Damn it. I slam the computer closed. The test was two days after Sara and I broke up, and I wasn’t exactly in the best state of mind to take it. That, plus my lousy attendance record due to hangovers like this, and I am now looking at a solid C in the class. A nice parting gift from her, I guess.
I lie back and close my eyes. Maybe I will just sleep for the rest of the day.
My phone vibrates against my desk.
Arrrgh. I flip it over.
Call from: Father
Great. I have to answer. I tap the green button.
“Hey, Dad,” I say, putting the phone to my ear.
“How’s my favorite son
?”
I roll my eyes. “I’m your only child.”
“That I know of,” he says.
I laugh, but given my parents’ complicated relationship, it might not be that far off the truth. Which makes it a little less funny.
“How goes it with the company?” he asks.
Of course, he never likes to spend too long talking about personal lives, even thinly fictionalized ones.
“Good,” I say. “I told you we have an offer.”
“Right, right,” he says. “From whom again?”
I bet I’m the only kid in the world to have this much success and still be forgettable to my parents.
“Bell Ventures.”
“Oh,” he scoffs. “They run a half-assed shop. You’d do much better elsewhere.”
“Yeah.” I scrub a hand across my face. “I mean, they want to buy it almost outright.”
“Then that settles it. A flattering but useless offer—brush it off and get back to initial meetings.”

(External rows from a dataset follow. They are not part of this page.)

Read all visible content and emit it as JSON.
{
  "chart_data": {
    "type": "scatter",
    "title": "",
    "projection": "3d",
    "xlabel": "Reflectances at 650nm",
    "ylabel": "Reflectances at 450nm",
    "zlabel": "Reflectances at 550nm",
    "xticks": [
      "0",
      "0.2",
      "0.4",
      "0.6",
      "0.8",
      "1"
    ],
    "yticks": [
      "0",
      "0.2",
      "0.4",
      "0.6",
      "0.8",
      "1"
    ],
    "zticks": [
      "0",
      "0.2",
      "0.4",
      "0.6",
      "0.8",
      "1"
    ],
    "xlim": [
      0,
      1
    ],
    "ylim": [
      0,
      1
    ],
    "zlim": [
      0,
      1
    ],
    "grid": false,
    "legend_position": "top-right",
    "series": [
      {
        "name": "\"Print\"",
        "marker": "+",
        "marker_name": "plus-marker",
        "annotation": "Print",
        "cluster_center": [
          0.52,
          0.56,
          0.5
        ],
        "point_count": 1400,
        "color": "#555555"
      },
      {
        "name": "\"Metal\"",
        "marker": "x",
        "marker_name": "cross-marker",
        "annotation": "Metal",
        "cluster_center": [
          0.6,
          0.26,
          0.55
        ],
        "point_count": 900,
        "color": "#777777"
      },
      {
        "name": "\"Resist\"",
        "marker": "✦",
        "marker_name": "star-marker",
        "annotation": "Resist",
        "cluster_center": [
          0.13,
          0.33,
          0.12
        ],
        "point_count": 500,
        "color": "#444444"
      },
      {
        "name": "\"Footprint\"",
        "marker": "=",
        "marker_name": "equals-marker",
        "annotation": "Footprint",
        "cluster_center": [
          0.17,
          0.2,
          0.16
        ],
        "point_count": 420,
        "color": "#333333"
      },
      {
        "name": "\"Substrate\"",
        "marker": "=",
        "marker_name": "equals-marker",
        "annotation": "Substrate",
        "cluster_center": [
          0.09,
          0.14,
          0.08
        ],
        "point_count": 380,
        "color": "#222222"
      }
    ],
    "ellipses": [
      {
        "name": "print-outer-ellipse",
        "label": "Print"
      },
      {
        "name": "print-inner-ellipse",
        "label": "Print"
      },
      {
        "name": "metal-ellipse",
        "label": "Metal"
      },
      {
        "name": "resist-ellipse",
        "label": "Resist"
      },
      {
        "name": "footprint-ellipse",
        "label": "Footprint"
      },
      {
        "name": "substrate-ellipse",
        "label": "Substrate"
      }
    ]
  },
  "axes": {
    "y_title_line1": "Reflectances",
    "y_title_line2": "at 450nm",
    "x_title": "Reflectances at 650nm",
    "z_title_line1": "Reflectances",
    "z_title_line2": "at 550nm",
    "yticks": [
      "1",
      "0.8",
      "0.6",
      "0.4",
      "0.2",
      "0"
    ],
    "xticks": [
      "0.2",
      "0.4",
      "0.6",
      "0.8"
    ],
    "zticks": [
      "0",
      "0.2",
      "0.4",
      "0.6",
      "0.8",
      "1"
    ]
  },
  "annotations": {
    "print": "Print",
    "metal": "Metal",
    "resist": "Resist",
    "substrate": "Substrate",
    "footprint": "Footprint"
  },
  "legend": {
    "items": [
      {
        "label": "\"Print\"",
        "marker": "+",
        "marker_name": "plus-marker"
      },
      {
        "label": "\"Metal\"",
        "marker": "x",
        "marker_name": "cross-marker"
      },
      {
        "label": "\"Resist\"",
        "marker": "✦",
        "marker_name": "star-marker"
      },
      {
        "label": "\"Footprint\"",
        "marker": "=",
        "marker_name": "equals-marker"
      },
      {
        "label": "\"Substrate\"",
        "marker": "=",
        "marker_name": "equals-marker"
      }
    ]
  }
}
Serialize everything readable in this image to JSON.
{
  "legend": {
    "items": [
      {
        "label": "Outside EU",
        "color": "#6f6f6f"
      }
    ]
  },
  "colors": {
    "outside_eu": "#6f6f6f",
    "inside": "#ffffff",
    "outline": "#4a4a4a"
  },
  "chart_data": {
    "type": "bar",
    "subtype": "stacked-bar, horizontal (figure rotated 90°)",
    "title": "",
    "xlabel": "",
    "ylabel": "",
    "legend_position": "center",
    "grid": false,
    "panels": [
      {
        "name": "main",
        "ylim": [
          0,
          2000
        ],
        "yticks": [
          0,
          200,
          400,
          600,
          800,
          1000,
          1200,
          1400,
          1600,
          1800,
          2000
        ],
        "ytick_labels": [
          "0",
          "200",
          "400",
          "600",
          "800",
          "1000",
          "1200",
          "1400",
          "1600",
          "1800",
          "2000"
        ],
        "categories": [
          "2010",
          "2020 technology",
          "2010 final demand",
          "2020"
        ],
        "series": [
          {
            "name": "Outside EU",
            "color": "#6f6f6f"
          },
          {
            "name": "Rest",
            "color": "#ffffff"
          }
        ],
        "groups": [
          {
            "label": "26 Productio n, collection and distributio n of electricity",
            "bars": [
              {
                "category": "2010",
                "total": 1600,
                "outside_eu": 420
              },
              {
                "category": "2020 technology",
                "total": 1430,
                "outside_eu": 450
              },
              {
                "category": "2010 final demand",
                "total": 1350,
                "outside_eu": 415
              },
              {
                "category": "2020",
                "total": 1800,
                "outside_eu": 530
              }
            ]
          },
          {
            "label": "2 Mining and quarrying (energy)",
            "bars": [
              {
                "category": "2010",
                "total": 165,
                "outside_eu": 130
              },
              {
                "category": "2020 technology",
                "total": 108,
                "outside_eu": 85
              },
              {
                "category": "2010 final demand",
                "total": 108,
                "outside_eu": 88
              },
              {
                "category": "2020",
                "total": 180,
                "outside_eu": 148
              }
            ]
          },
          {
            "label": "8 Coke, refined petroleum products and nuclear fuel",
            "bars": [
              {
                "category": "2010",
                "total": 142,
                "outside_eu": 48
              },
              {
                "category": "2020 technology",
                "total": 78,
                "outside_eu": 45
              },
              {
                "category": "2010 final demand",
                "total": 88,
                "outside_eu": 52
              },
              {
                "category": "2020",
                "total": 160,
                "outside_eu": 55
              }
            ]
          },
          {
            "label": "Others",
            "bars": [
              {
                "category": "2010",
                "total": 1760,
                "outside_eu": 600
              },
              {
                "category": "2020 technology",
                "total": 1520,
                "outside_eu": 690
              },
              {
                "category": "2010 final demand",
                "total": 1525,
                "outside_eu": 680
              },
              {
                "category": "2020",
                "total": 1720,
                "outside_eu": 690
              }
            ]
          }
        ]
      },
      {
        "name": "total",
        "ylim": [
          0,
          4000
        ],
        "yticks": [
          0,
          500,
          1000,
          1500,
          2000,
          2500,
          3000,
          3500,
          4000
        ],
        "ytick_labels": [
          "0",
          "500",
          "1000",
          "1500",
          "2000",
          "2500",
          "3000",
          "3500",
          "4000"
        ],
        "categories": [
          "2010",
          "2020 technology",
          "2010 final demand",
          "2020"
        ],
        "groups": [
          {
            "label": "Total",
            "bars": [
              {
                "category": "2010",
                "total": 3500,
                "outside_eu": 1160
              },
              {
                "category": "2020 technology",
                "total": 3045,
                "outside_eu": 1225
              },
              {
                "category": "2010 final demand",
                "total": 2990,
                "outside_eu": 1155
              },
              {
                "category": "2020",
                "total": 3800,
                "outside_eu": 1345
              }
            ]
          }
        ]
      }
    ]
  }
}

“It’s not quite that simple,” I say.
“What do you mean?”
The door opens, and Jesse, my roommate, walks in, wearing a backward baseball cap, pastel shorts and no shirt.
I wave and point to the phone. He nods and turns to place his longboard on top of his desk.
“I mean we have to vote,” I tell my father. “And my partners are not the easiest people to convince.”
“These are your employees,” my dad says. “If they’re your friends too, that doesn’t mean—”
“They’re not though,” I say. “My employees.” They’re not my friends anymore either, but that’s another point entirely.
Jesse climbs onto his bed, puts his giant headphones on and plugs them into the turntable on his nightstand.
“They code and you run the business?” he asks.
“Yeah, but—”
“They implement your ideas. You control the big picture.”
“Yes, I mean, but they’re not my employees. We all have equal votes for this.”
“Why is that? What do these people bring to the table when it comes to business?”